Heather and Mike Martin are the adults behind YouTube’s DaddyOFive.

Last week, Mike Martin and his wife, Heather, faced flak after the YouTube community exposed some of their videos as being potentially abusive to the Martins’ children. Mike Martin is known on YouTube as the DaddyOFive channel, where he and Heather racked up over 750,000 followers with videos of their day-to-day lives as a blended family. (The five kids are Emma and Cody, Martin’s children from a previous marriage, and Heather’s three sons.) But in between harmless content were videos in which Martin would play “pranks” on Cody. (Cody is also the youngest of the five children.) Videos ranged from Martin smashing Cody’s Xbox with a hammer (he would later show his son that it had been a different Xbox), to convincing Cody that he was being adopted out of the family for his bad behavior, to cursing at him for spilling ink — which, naturally, Heather and Mike had actually spilled — on his bedroom floor. In several of the videos, Cody can be seen crying and seems to be visibly, and understandably, upset by what has happened. Today, Cody’s biological mother, Rose Hall, announced — also via YouTube video — that she has been granted emergency custody of both of her children, and has removed them from the Martins’ home in Maryland.

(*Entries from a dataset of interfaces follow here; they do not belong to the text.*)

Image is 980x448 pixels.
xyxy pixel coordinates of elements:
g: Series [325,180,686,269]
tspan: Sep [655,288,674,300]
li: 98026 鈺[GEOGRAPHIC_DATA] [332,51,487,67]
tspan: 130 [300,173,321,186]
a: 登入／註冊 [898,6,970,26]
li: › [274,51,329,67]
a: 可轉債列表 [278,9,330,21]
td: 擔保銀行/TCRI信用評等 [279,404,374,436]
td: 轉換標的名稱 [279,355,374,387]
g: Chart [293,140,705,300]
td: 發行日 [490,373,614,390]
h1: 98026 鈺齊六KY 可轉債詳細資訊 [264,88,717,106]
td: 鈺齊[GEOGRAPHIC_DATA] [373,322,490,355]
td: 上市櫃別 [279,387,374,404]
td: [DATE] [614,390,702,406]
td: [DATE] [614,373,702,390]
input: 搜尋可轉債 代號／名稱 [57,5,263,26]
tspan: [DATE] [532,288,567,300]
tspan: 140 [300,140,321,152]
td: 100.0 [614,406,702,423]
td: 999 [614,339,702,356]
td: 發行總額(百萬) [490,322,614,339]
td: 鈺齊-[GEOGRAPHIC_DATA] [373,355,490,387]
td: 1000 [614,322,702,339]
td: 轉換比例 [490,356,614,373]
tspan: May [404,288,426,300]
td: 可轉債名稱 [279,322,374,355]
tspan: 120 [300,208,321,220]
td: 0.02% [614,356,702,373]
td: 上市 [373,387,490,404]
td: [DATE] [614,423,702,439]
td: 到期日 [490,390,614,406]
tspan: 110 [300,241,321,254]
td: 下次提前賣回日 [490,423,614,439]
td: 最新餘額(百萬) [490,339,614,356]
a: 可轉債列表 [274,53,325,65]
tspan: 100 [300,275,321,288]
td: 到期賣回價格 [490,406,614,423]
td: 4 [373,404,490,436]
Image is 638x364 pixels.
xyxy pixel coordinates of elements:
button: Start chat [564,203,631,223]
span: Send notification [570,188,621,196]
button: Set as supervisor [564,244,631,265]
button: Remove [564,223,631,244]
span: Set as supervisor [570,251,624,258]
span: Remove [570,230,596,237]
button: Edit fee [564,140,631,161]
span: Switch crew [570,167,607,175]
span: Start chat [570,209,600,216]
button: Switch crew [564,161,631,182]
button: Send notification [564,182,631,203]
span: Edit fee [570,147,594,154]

Hall, seated beside her attorney, says her two children are “doing good” and “getting back to their playful selves.” She also says that convincing Cody to come with her was a struggle, as the boy had been told, ostensibly by Mike and Heather Martin, that she did not love or want him anymore. At the end of the 13-minute video, Hall thanks several YouTubers — including Phil DeFranco, a YouTuber who posted an exposé video earlier this spring about DaddyOFive’s pranks — for helping to get her children out of a dangerous situation. Hall previously had custody of Cody and Emma up until 2014, when she says that they were illegally taken from her after the Martins forged paperwork.

As for Mike and Heather Martin, their YouTube channel has been scrubbed, save for a single apology video posted last week. In it, the couple tearfully apologizes for making “terrible parenting decisions,” and says they are in family counseling. The Martins had previously denied any of their videos were abusive. “All information will be presented to the court at the appropriate time,” the Martin family’s attorney told the BBC when asked for a comment on the current situation.